Tessa read Drew’s letter again then stood up and strode towards the door, gathering up her crop and jacket as she went. She would ride over to Edgeclough and visit Annie.
It was a week since she had seen her and in that time she had done nothing but tear about from one place to another in search of some occupation which would keep her from going mad with boredom . .

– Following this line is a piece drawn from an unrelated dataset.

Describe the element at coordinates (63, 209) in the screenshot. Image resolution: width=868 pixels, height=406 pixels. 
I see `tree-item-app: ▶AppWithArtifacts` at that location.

. and grief. There were, after all, only so many hours in which one could ride to hounds, and besides the season had ended with the coming of early summer. She had ridden for hours across the
burgeoning moorland grasses, called time and time again at the Hall with the excuse that she brought news of Drew and Pearce and though the Squire and his friends welcomed her warmly, the
Squire’s lady could not quite forget Tessa Harrison’s behaviour at the ball last year. She and Robby Atherton had been the talk of the community then and after all it had come to
nothing.
March had seen the allies making preparation for the bombardment against Sebastopol. In April there was what Pearce called a ‘skirmish’ at a place called the Mamelon. In May an
expedition was despatched to Kertch with the express purpose of seizing the strait which led into the Sea of Azoff through which the Russian supplies were sent, and in June the Mamelon described by
Pearce was captured. In July and August the Allies crept nearer to victory, and on the ‘glorious twelfth’ Tessa accompanied the Squire and his guests, shooting grouse, partridge and
pheasant, drifting very pleasantly through the late summer and autumn days, the depth of her sadness hidden away beneath her wild, high-strung laughter. It was a pity about her cousins, they said,
still, for some reason known only to themselves, out there fighting in the Crimea when they might have been having such fun with them, but they had Tessa to amuse them. She was so exhilarating,
reckless and willing to do
anything
they did in her search for pleasure, careless and indifferent to the opinions of others. She wore her new outfit, designed by herself and made up for her
by a disapproving Miss Maymon who had never created such garments in her life, of black riding jacket, sleek, skin-tight breeches and a white, watered-silk waistcoat. She wore a black top hat, a
white frilled stock and black riding boots and was vastly amused, she told an admiring Nicky Longworth, by the consternation of the commercial and manufacturing society of the Penfold Valley who
had, no doubt, thought her roistering days had come to an end with the departure of her cousins for the Balkans. She caused a sensation on the hunting field at the start of the new season, in the
company of the wild and, in her mother’s opinion, unstable fox-hunting set of Crossfold who were, they thought, beyond being amazed at anything Tessa or her missing cousins did.